Electric aviation is no longer a distant concept — Vertical Aerospace is actively flying its Valo eVTOL aircraft through piloted test phases and positioning the vehicle for commercial certification in some of the world’s busiest cities.
The London-based company launched the Valo in 2025, and since then it has completed several significant piloted flight phases that are pushing the program closer to mass production. The momentum is real: Vertical is simultaneously expanding its manufacturing capacity, deepening customer engagement, and targeting major global markets including London and New York.
For anyone watching the future of urban air travel take shape, Valo is one of the most concrete examples of that future actually arriving.
What the Valo Aircraft Actually Is — and What It Can Do
The Valo is Vertical Aerospace’s first commercial eVTOL — electric vertical takeoff and landing — aircraft. Launched in 2025, it is designed to carry between four and six passengers and features a spacious cabin built around a modular structure.

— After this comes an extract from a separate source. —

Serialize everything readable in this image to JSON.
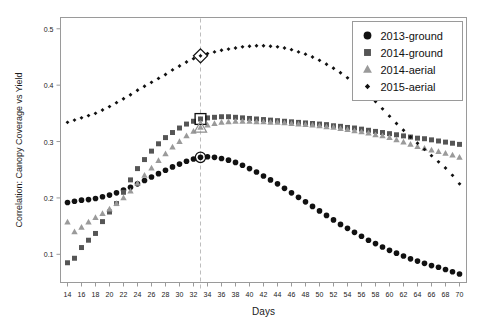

That modularity is a key part of the Valo’s commercial appeal. Rather than serving only one market, the aircraft can be configured for multiple use cases. Vertical has identified several distinct service categories the Valo is designed to support:
- Passenger air mobility — urban and regional transport for up to six passengers
- Emergency medical services — rapid medical response enabled by vertical takeoff capability
- Cargo transport — reconfigurable cabin suited to freight operations
- Defense applications — military and security use cases leveraging the aircraft’s electric propulsion and flexible design
The combination of those four categories gives Vertical a broader addressable market than a single-purpose aircraft would allow — and it gives potential customers a vehicle that can justify its cost across more than one revenue stream.
Flight Testing Progress and What It Means for Certification
Completing piloted flight phases is the most important milestone in any aircraft certification journey. Regulators require extensive real-world flight data before granting commercial approval, and Vertical has been building that record with the Valo program.

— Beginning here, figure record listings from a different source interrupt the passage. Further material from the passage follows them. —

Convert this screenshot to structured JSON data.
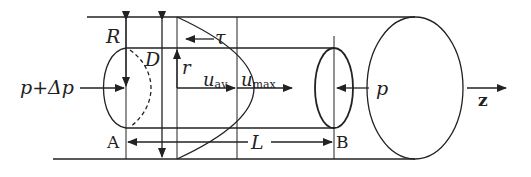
{
  "diagram": {
    "type": "pipe-flow-laminar-velocity-profile",
    "labels": {
      "R": "R",
      "D": "D",
      "r": "r",
      "tau": "τ",
      "u_av": "u",
      "u_av_sub": "av",
      "u_max": "u",
      "u_max_sub": "max",
      "p_in": "p+Δp",
      "p_out": "p",
      "A": "A",
      "B": "B",
      "L": "L",
      "z": "z"
    },
    "colors": {
      "stroke": "#222222",
      "background": "#ffffff"
    }
  }
}
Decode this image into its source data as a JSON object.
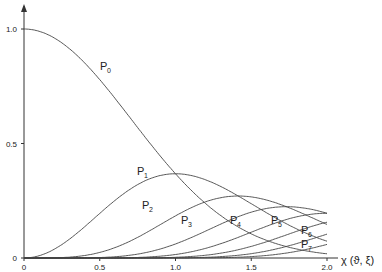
{
  "chart_data": {
    "type": "line",
    "title": "",
    "xlabel": "χ (ϑ, ξ)",
    "ylabel": "",
    "xlim": [
      0,
      2.0
    ],
    "ylim": [
      0,
      1.0
    ],
    "grid": false,
    "x_ticks": [
      "0",
      "0.5",
      "1.0",
      "1.5",
      "2.0"
    ],
    "y_ticks": [
      "0",
      "0.5",
      "1.0"
    ],
    "legend": "inline curve labels",
    "x": [
      0,
      0.1,
      0.2,
      0.3,
      0.4,
      0.5,
      0.6,
      0.7,
      0.8,
      0.9,
      1.0,
      1.1,
      1.2,
      1.3,
      1.4,
      1.5,
      1.6,
      1.7,
      1.8,
      1.9,
      2.0
    ],
    "series": [
      {
        "name": "P0",
        "label": "P",
        "sub": "0"
      },
      {
        "name": "P1",
        "label": "P",
        "sub": "1"
      },
      {
        "name": "P2",
        "label": "P",
        "sub": "2"
      },
      {
        "name": "P3",
        "label": "P",
        "sub": "3"
      },
      {
        "name": "P4",
        "label": "P",
        "sub": "4"
      },
      {
        "name": "P5",
        "label": "P",
        "sub": "5"
      },
      {
        "name": "P6",
        "label": "P",
        "sub": "6"
      },
      {
        "name": "P7",
        "label": "P",
        "sub": "7"
      }
    ],
    "note": "Curves follow P_n = (χ²)^n / n! · exp(-χ²); P0 max 1.0 at 0, P1 peak 0.37 at 1.0, P2 peak 0.27 at 1.41, P3 peak 0.22 at 1.73"
  },
  "labels": {
    "x_axis": "χ (ϑ, ξ)"
  }
}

The company has now completed several significant piloted flight phases, which places it in what it describes as an appropriate position to pursue mass production and certification. That language matters — it signals that the program has moved beyond early-stage demonstration into the structured testing regime that precedes regulatory approval.
Here is a summary of where the Valo program currently stands across its key development areas:
| Development Area | Current Status |
|---|---|
| Aircraft launch | Completed — Valo launched in 2025 |
| Piloted flight testing | Several significant phases completed |
| Manufacturing capacity | Actively being built out |
| Customer engagement | Notable strides noted; demand increasing |
| Certification pursuit | Company positioned to begin formal process |
| Target markets | London, New York, and other major global cities |
Why London and New York Are the Right Starting Points
Vertical’s choice to target London and New York as its first commercial markets is not accidental. Both cities are among the most congested urban environments on the planet, with ground transportation networks that are consistently strained. Both also have significant populations of time-sensitive travelers — business passengers, medical professionals, and logistics operators — who represent natural early adopters for premium air mobility services.
London is also where Vertical Aerospace is headquartered, which gives the company regulatory familiarity and operational infrastructure in its home market. Establishing a visible commercial presence there before expanding globally is a logical sequencing of risk.
New York adds American market credibility, and success in the two cities would create a proof-of-concept that could accelerate customer interest in other major global markets.
Who Stands to Benefit — and How Air Travel Could Change
The Valo’s four-to-six passenger capacity and modular design mean that the aircraft’s real-world impact is not limited to wealthy leisure travelers. The emergency medical services configuration is potentially the most consequential application — eVTOL aircraft can reach locations that ground ambulances cannot, and they can do so faster in dense urban environments where traffic is a life-or-death variable.
For cargo operators, the electric propulsion system offers lower operating costs than conventional helicopters, with vertical takeoff capability that eliminates the need for runways. That combination opens up last-mile delivery in urban cores in ways that fixed-wing aircraft simply cannot match.
Defense customers bring a different kind of value — stable, large-scale procurement contracts that can underwrite the manufacturing scale needed to drive down per-unit costs for civilian applications over time.
The growing market demand that Vertical has observed is not just a commercial metric. It reflects a genuine shift in how cities, medical systems, logistics networks, and security organizations are beginning to think about air mobility as a practical operational tool rather than a futuristic promise.
What Happens Next for Vertical Aerospace and the Valo
The road from successful flight testing to certified commercial operations involves regulatory approval, continued manufacturing scale-up, and the conversion of customer interest into firm commitments. Vertical has indicated it is now at the stage where all three of those tracks are being pursued in parallel.
Mass production readiness requires manufacturing infrastructure that can deliver aircraft at consistent quality and in sufficient volume to serve multiple markets simultaneously. The company’s ongoing buildout of that capacity suggests it is planning for the scale that London, New York, and additional global cities would require.
Certification timelines for eVTOL aircraft vary by jurisdiction and depend heavily on the completeness of flight test data submitted to regulators. With several piloted phases now behind it, Vertical’s certification case is growing stronger with each additional test milestone.
The broader eVTOL industry is watching closely. Vertical Aerospace’s progress with the Valo represents one of the more advanced programs in commercial electric aviation, and how it navigates the final stretch from testing to certification will set a visible precedent for the sector.
Frequently Asked Questions
What is the Valo aircraft?
The Valo is Vertical Aerospace’s first commercial eVTOL aircraft, launched in 2025. It can carry four to six passengers and features a modular cabin adaptable for passenger transport, medical services, cargo, and defense use.
Where does Vertical Aerospace plan to operate the Valo commercially?
The company has identified London and New York as initial target markets, along with other major global cities.
Has the Valo flown with a pilot on board?
Yes. Vertical Aerospace has completed several significant piloted flight phases as part of its ongoing flight testing program.
What services will the Valo support beyond passenger transport?
The Valo is designed to support emergency medical services, cargo transport, and defense applications in addition to standard passenger air mobility.
Is the Valo certified for commercial flight yet?
Not yet. Vertical has stated it is now positioned to pursue mass production and certification, but formal commercial certification has not yet been confirmed.
When was the Valo launched?
Vertical Aerospace launched the Valo eVTOL aircraft in 2025.